The Internet offers truly unprecedented opportunities for marketers: the ability to address millions of people, all at once or in delicately targeted segments. As a result, marketers - professional and amateur, well-intentioned and ethically-challenged - have flooded consumers with e-mail and banner ads, with pop-ups and pop-unders, and with a range of other marketing devices of varying intrusiveness.

What's remarkable is that, despite this barrage of advertising, the internet is still a viable marketing medium. There is no doubt though that it is getting more difficult to be successful: in one highly targeted e-mail campaign that I was involved in, only 50% of the people opened the e-mail we sent them.

The sites that follow should, I hope, provide you with a guide to what is out there to help companies become successful e-marketers. There are, literally, thousands of sites that offer help in this area. I've tried to include only the most reputable and I've generally shunned those whose 'advice' effectively amounts to a reason to buy their product.

Sites to Visit

  • For some years now (which, on the internet, is equivalent to about half a lifetime) I've been a fan of the clickz.com website. It's a great resource for all things e-marketing and it remains generally product neutral.
  • Another favourite is SherpaBlog and the companion site ContentBlog. Though weblogs started out primarily as a way for individuals to publish their thoughts quickly and easily on the web, they are growing in popularity as a means of delivering editorial content too. Seth Godin, author of Permission Marketing and other marketing tomes, is another who's chosen to use a weblog to deliver at least some of his content (when you're on his site, click on his head to go to his weblog ...).
  • Another excellent online source for marketing information is the slick Peppers & Rogers Group site. Though it is part-brochure for their services, the free content on the site is enough to make me recommend it.
  • If you're a small business looking to "grow and prosper online" then the workz.com site is well worth a visit. Like most of the sites in this category it is quite Americentric, but you can generalise much of the advice it proffers.
  • The HTMail site has a number of good articles on the basics of e-mail marketing: one good example is Useful Tips, another is Writing your email message. Check out this About.com page for an extensive list of links to further e-mail resources.
  • If you're running your own website, you should be able to access and analyse a wealth of information about how the visitors to your website navigate around it.
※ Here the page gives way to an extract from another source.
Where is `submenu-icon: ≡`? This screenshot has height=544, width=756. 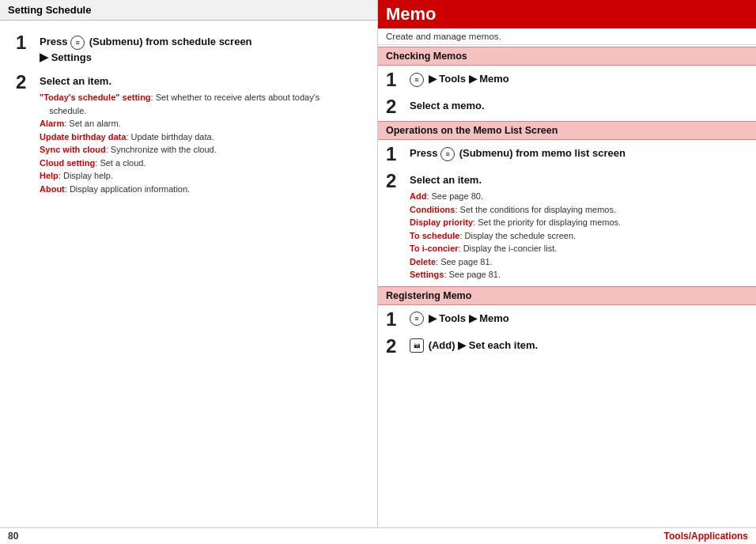
submenu-icon: ≡ is located at coordinates (77, 43).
To perform the analysis you need to get hold of the weblogs from the servers that host your website - check with your IT department to find out how to get the logs. This Webmonkey article provides an excellent introduction to what you can glean from weblogs.
  • There are dozens of tools for analysing your weblogs. The Analog package is comprehensive and free; so too is the Webalizer package. Amongst the pay-for-use weblog analysis tools WebTrends is among the most popular.